Book description
Ronald Knox - priest, classicist and brilliant, prolific writer - was
one of the outstanding men of letters of his time. The renowned Oxford
chaplain was a friend of figures such as G. K. Chesterton and Hilaire
Belloc, and was known for his caustic wit and spiritual wisdom. Evelyn
Waugh, his devoted friend and admirer, was asked by Knox to write his
biography just before his death in 1957. The result, published after two
years of research and writing, is a tribute to a uniquely gifted man:
'the wit and scholar marked out for popularity and fame; the boon
companion of a generation of legendary heroes; the writer of effortless
felicity and versatility ... who never lost a friend or made an enemy'.
Evelyn Waugh, born on 23 October 1903, has been recognised as one of the
great prose stylists of the twentieth century. In 1930, following much
consideration, Waugh converted to the Roman Catholic Church. He became
determined to write a major Catholic biography, and selected Edmund
Campion as his subject. Although its publication caused controvery among
both Catholic and Protestant readers, it won the Hawthornden Prize.
Waugh served in the Royal Marines in the Second World War. Despite the
personal and professional problems that he experienced afterwards, he
has been recognised as one of the great prose stylists of the twentieth
century. He died in 1966 at his Combe Florey home.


Activity
Copy out each line of the data that includes the string "tick".
________
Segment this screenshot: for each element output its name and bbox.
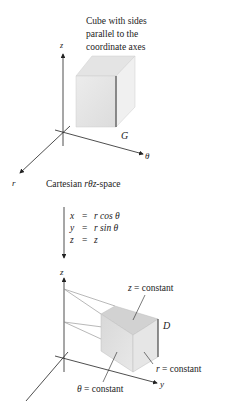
r-constant-label: r = constant [156, 364, 202, 374]
transform-equations: x=r cos θ y=r sin θ z=z [64, 207, 120, 258]
region-D [101, 306, 158, 372]
z-axis-label-bottom: z [59, 267, 64, 277]
r-axis [20, 126, 70, 173]
region-G-label: G [121, 130, 128, 141]
z-constant-label: z = constant [127, 283, 174, 293]
r-axis-label: r [12, 178, 16, 188]
region-D-label: D [162, 320, 171, 331]
theta-axis [55, 130, 143, 154]
cylindrical-coordinates-diagram: Cube with sides parallel to the coordina… [0, 0, 227, 401]
theta-axis-label: θ [145, 151, 150, 161]
equation-z: z=z [69, 235, 98, 245]
cube-G [76, 56, 135, 127]
cartesian-space-label: Cartesian rθz-space [46, 179, 121, 189]
x-axis [26, 352, 68, 401]
top-figure: Cube with sides parallel to the coordina… [12, 16, 150, 189]
bottom-figure: z y D z = constant r = constant [26, 267, 202, 401]
z-axis-label-top: z [59, 41, 64, 50]
equation-y: y=r sin θ [69, 223, 119, 233]
y-axis-label: y [159, 379, 164, 389]
equation-x: x=r cos θ [69, 211, 120, 221]
cube-caption: Cube with sides parallel to the coordina… [86, 16, 149, 52]
theta-constant-label: θ = constant [77, 384, 124, 394]
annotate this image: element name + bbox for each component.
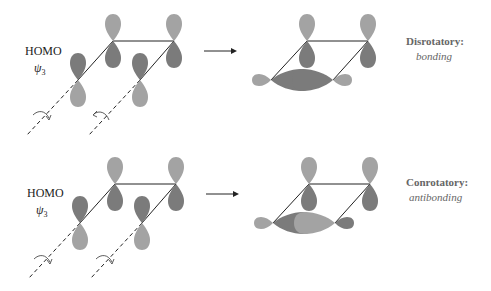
reaction-arrow-icon: [204, 48, 237, 54]
homo-label: HOMO: [27, 186, 64, 201]
psi-subscript: 3: [43, 210, 47, 219]
panel-disrotatory: [27, 14, 376, 135]
p-orbital-c1: [72, 196, 88, 250]
wavefunction-label: ψ3: [36, 203, 47, 219]
mode-title: Conrotatory:: [406, 176, 468, 188]
mode-result: antibonding: [409, 191, 462, 203]
p-orbital-c4: [132, 53, 148, 107]
p-orbital-c1: [70, 53, 86, 107]
reactant-skeleton: [80, 184, 176, 223]
sigma-bond-antibonding: [254, 212, 354, 234]
homo-label: HOMO: [25, 44, 62, 59]
panel-conrotatory: [29, 157, 378, 278]
electrocyclic-diagram: HOMO ψ3 Disrotatory: bonding HOMO ψ3 Con…: [0, 0, 491, 291]
mode-title: Disrotatory:: [406, 35, 464, 47]
psi-subscript: 3: [41, 68, 45, 77]
mode-result: bonding: [416, 50, 452, 62]
sigma-bond-bonding: [252, 69, 352, 91]
p-orbital-c4: [134, 196, 150, 250]
reactant-skeleton: [78, 41, 174, 80]
wavefunction-label: ψ3: [34, 61, 45, 77]
rotation-arrow-right-icon: [93, 111, 109, 120]
reaction-arrow-icon: [206, 191, 239, 197]
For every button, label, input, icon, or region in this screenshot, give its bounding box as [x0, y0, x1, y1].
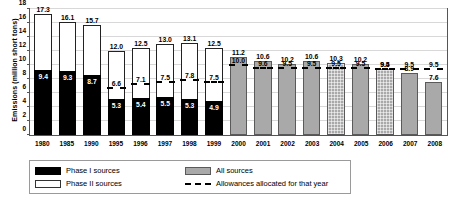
phase1-value-label: 8.7 — [87, 78, 96, 86]
legend-label-phase1: Phase I sources — [66, 166, 120, 175]
y-tick-label: 8 — [22, 70, 26, 77]
bar-total-label: 12.0 — [110, 43, 123, 51]
allowance-value-label: 10.0 — [232, 57, 245, 65]
phase1-segment: 5.3 — [181, 99, 199, 135]
bar-slot: 10.29.5 — [275, 9, 299, 135]
x-axis-label: 1998 — [177, 138, 202, 150]
x-axis-label: 2001 — [251, 138, 276, 150]
phase1-value-label: 9.4 — [38, 73, 47, 81]
bar-slot: 12.05.36.6 — [104, 9, 128, 135]
phase1-value-label: 5.3 — [185, 102, 194, 110]
all-sources-bar: 10.29.5 — [352, 64, 370, 135]
phase2-swatch-icon — [35, 180, 61, 188]
phase1-value-label: 5.3 — [112, 102, 121, 110]
bar-total-label: 16.1 — [61, 14, 74, 22]
bar-slot: 16.19.3 — [55, 9, 79, 135]
all-sources-bar: 10.69.6 — [254, 61, 272, 135]
phase1-segment: 8.7 — [83, 75, 101, 135]
stacked-bar: 13.15.37.8 — [181, 43, 199, 135]
bar-total-label: 15.7 — [85, 17, 98, 25]
x-axis-label: 2005 — [349, 138, 374, 150]
phase1-segment: 5.5 — [156, 97, 174, 135]
allowance-value-label: 9.5 — [405, 61, 414, 69]
bar-slot: 17.39.4 — [31, 9, 55, 135]
allowance-value-label: 9.5 — [307, 60, 316, 68]
allowance-value-label: 7.5 — [161, 74, 170, 82]
legend-label-phase2: Phase II sources — [66, 179, 122, 188]
allowance-value-label: 6.6 — [112, 80, 121, 88]
x-axis-label: 2007 — [398, 138, 423, 150]
bar-slot: 15.78.7 — [80, 9, 104, 135]
all-sources-bar: 11.210.0 — [230, 57, 248, 135]
phase1-segment: 5.3 — [108, 99, 126, 135]
y-tick-label: 14 — [19, 28, 26, 35]
allowance-value-label: 7.5 — [209, 74, 218, 82]
bar-total-label: 13.0 — [159, 36, 172, 44]
allowance-value-label: 9.5 — [283, 60, 292, 68]
bar-slot: 10.69.6 — [251, 9, 275, 135]
bar-slot: 10.39.5 — [324, 9, 348, 135]
phase1-value-label: 5.4 — [136, 101, 145, 109]
y-tick-label: 2 — [22, 112, 26, 119]
bar-slot: 7.69.5 — [422, 9, 446, 135]
y-tick-label: 6 — [22, 84, 26, 91]
legend-item-all: All sources — [185, 166, 345, 175]
all-sources-bar: 8.99.5 — [401, 73, 419, 135]
phase1-segment: 9.3 — [59, 71, 77, 135]
bar-slot: 10.69.5 — [299, 9, 323, 135]
bar-slot: 13.15.37.8 — [177, 9, 201, 135]
bar-total-label: 7.6 — [429, 74, 438, 82]
phase1-segment: 4.9 — [205, 101, 223, 135]
x-axis-label: 1995 — [104, 138, 129, 150]
x-axis-label: 1997 — [153, 138, 178, 150]
bar-total-label: 17.3 — [37, 6, 50, 14]
allowance-value-label: 9.5 — [331, 60, 340, 68]
x-axis-label: 1985 — [55, 138, 80, 150]
y-tick-label: 18 — [19, 0, 26, 6]
bar-slot: 12.54.97.5 — [202, 9, 226, 135]
stacked-bar: 12.05.36.6 — [108, 51, 126, 135]
emissions-bar-chart: Emissions (million short tons) 024681012… — [0, 0, 456, 203]
plot-area: 024681012141618 17.39.416.19.315.78.712.… — [29, 8, 448, 136]
all-sources-bar: 7.69.5 — [425, 82, 443, 135]
allowance-value-label: 9.5 — [356, 60, 365, 68]
x-axis-label: 2002 — [275, 138, 300, 150]
bar-slot: 10.29.5 — [348, 9, 372, 135]
chart-legend: Phase I sources All sources Phase II sou… — [29, 160, 351, 194]
legend-item-allowances: Allowances allocated for that year — [185, 179, 345, 188]
y-tick-label: 12 — [19, 42, 26, 49]
all-sources-bar: 10.39.5 — [327, 63, 345, 135]
all-sources-swatch-icon — [185, 167, 211, 175]
bar-total-label: 13.1 — [183, 35, 196, 43]
legend-label-all: All sources — [216, 166, 253, 175]
bar-slot: 8.99.5 — [397, 9, 421, 135]
x-axis-labels: 1980198519901995199619971998199920002001… — [29, 138, 448, 150]
x-axis-label: 2003 — [300, 138, 325, 150]
x-axis-label: 2000 — [226, 138, 251, 150]
x-axis-label: 1990 — [79, 138, 104, 150]
stacked-bar: 15.78.7 — [83, 25, 101, 135]
legend-label-allowances: Allowances allocated for that year — [216, 179, 328, 188]
x-axis-label: 2004 — [324, 138, 349, 150]
bar-total-label: 12.5 — [134, 40, 147, 48]
x-axis-label: 1996 — [128, 138, 153, 150]
bar-slot: 13.05.57.5 — [153, 9, 177, 135]
bar-slot: 11.210.0 — [226, 9, 250, 135]
allowances-dashed-line-icon — [185, 183, 211, 185]
y-tick-label: 0 — [22, 126, 26, 133]
stacked-bar: 16.19.3 — [59, 22, 77, 135]
x-axis-label: 2006 — [373, 138, 398, 150]
allowance-value-label: 9.4 — [380, 61, 389, 69]
phase1-value-label: 5.5 — [161, 100, 170, 108]
bar-slot: 12.55.47.1 — [129, 9, 153, 135]
legend-item-phase1: Phase I sources — [35, 166, 185, 175]
y-tick-label: 16 — [19, 14, 26, 21]
bar-total-label: 11.2 — [232, 49, 245, 57]
allowance-value-label: 7.8 — [185, 72, 194, 80]
y-axis-title: Emissions (million short tons) — [9, 0, 21, 145]
all-sources-bar: 10.29.5 — [278, 64, 296, 135]
phase1-value-label: 9.3 — [63, 74, 72, 82]
stacked-bar: 12.54.97.5 — [205, 48, 223, 136]
phase1-segment: 9.4 — [34, 70, 52, 135]
allowance-value-label: 9.5 — [429, 61, 438, 69]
________
Result of this task
y-tick-label: 8 — [22, 70, 26, 77]
y-tick-label: 14 — [19, 28, 26, 35]
y-tick-label: 2 — [22, 112, 26, 119]
y-tick-label: 6 — [22, 84, 26, 91]
y-tick-label: 18 — [19, 0, 26, 6]
y-tick-label: 12 — [19, 42, 26, 49]
y-tick-label: 0 — [22, 126, 26, 133]
y-tick-label: 16 — [19, 14, 26, 21]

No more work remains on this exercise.